In a lab, where we do not have many connections at the same time, we can use a small hash table. This will make our logger give fast results. For a big company or a university, there will be many connections at the same time, and they might not need to get the results immediately.

Here we can use a large hash table and large delay for the XScale, so the logger can access the SRAM without many interruptions.

The code in this project can be utilized in other projects as well. The way we used hardware hashing and the SRAM is an easy thing to reuse. If someone makes the PCI driver use DMA, our way of transferring data to and from the host computer can be used in scenarios like [35].

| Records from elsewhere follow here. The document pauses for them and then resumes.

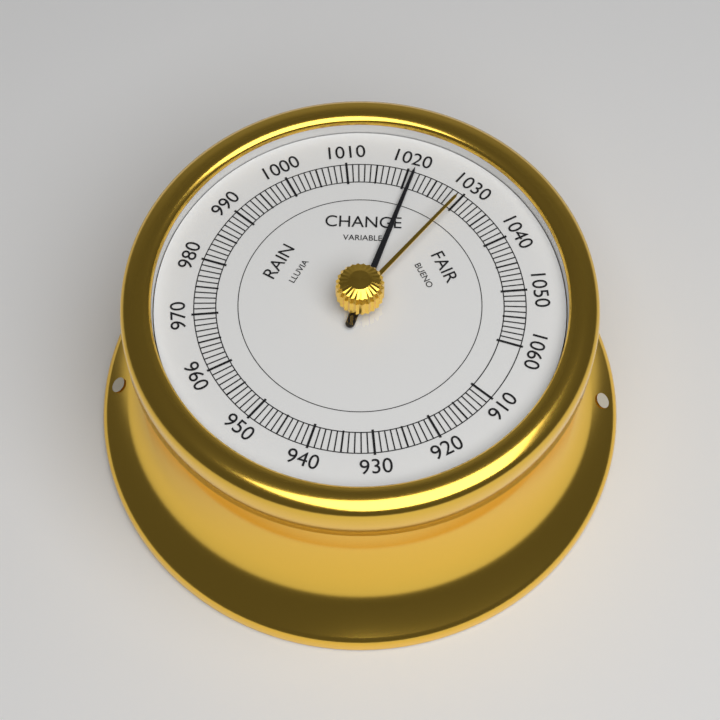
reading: 1021 (no unit)
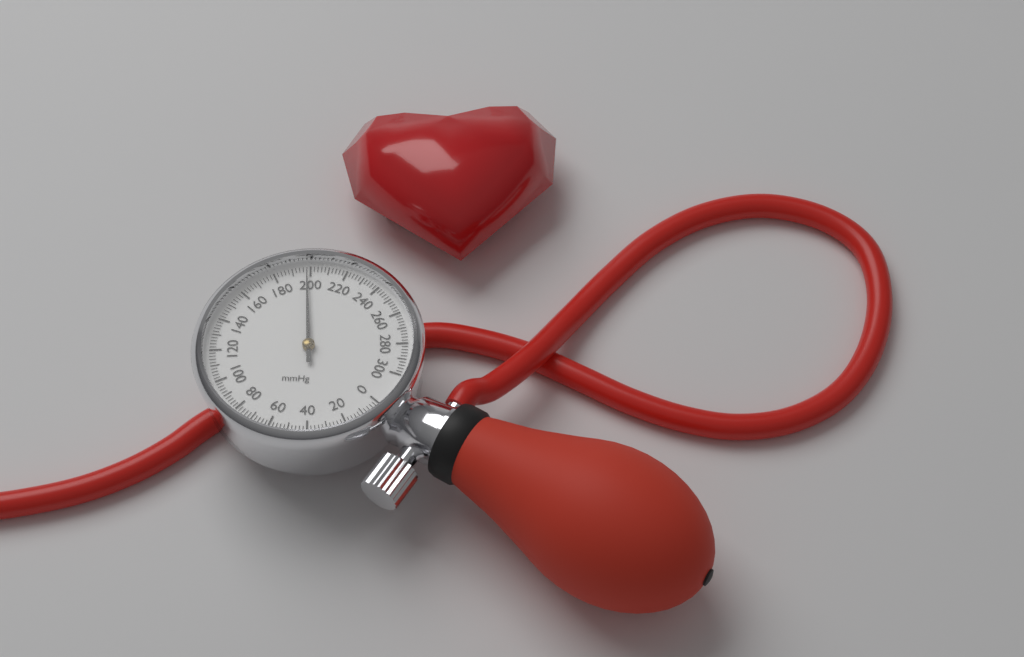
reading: 198 mmHg
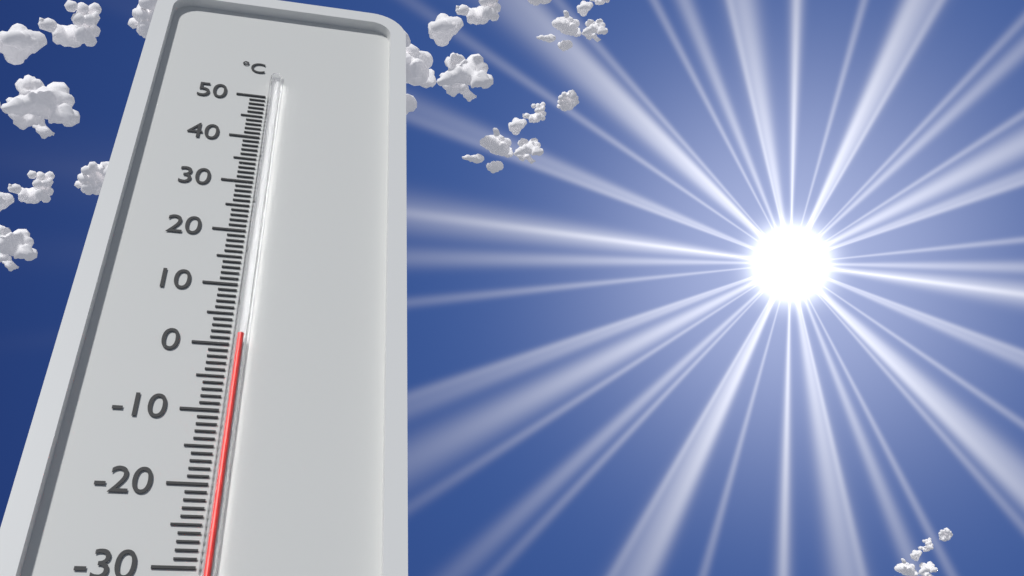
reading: 1 °C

In our project, we used 2 microengines. One for the RX block, and one for the logger. A third microengine was used if we used the forwarding version. Then we used the XScale and the host CPU. Our data flowed through 4 CPUs in its way into the database. This shows the power of utilizing different CPUs. We used fast and simple network processors to process each packet in the network, and more general purpose CPUs like the XScale and the Intel CPU in the host computer to process the finished streams. The real time Logger would not have worked without network processors. This is another example that network processors are useful. The fact that the network processors, the XScale, SRAM, and SDRAM are one a single PCI card, makes the

IXP card very usable to do packet processing where every packet needs to be processed. Since these network processors are on the network card, we do not need to copy data over a PCI bus to process it.

We have shown that a gigabit network analyzer can be made with an IXP card in a regular computer.

Chapter 6 Conclusion

6.1 Summary

Network monitoring is increasingly important. We get more and more laws about monitoring and storing data about phone and computer networks [1] [2]. To monitor a 1Gb/s link and store all network streams or connections is very hard on a regular computer with a regular network card. We wanted to show that a gigabit network analyzer could be made from a PCI card with an Intel IXP chipset and a regular computer.

We got the packet logger to work at line speed, using a Radisys ENP2611 card [3]. This card includes the Intel IXP2400 chip set [4]. The Intel IXP chip set is well suited for this purpose, with hardware units like microengines, XScale, hash unit, shared memory, etc. It is easy to work with and gives great flexibility. Two microengines were used for the processing of each packet, and the XScale was used to copy information about the finished streams to a shared SDRAM ring buffer. At last, the Intel CPU in the host computer reads the packets from the ring buffer and enters them into the MySQL database.

To get to this point, we had to overcome some problems. First, we needed to understand the hardware hash unit. Next, we needed to find a way to get the data to the client program using the PCI bus. We found that Georgia Tech had written a PCI driver [5] that worked for us.

All the code for the microengines was written in assembler. It took some time to get into it, and even more time in debugging when we changed something in the code, but it was worth the effort. The code could not have been so effective using the buggy C compiler, and we would not have had the same control over what was being done. With assembler, we know how many bits are read and what registers are used to store them.

At the end, we ran some tests on the Logger. We tested how fast we could transfer data over the PCI bus, how many entries the XScale can send to the database a second, and the bandwidth of the microengines. Lastly, we did a test in a real world network.

All the source code for the mirror version is open source. Since the Intel SDK [16] is copyrighted, we wanted to try to avoid it, so we could give our source code away. Instead of the Intel SDK, we found, and modified some code made by Lennert Buytenhek [9], so it worked for our application.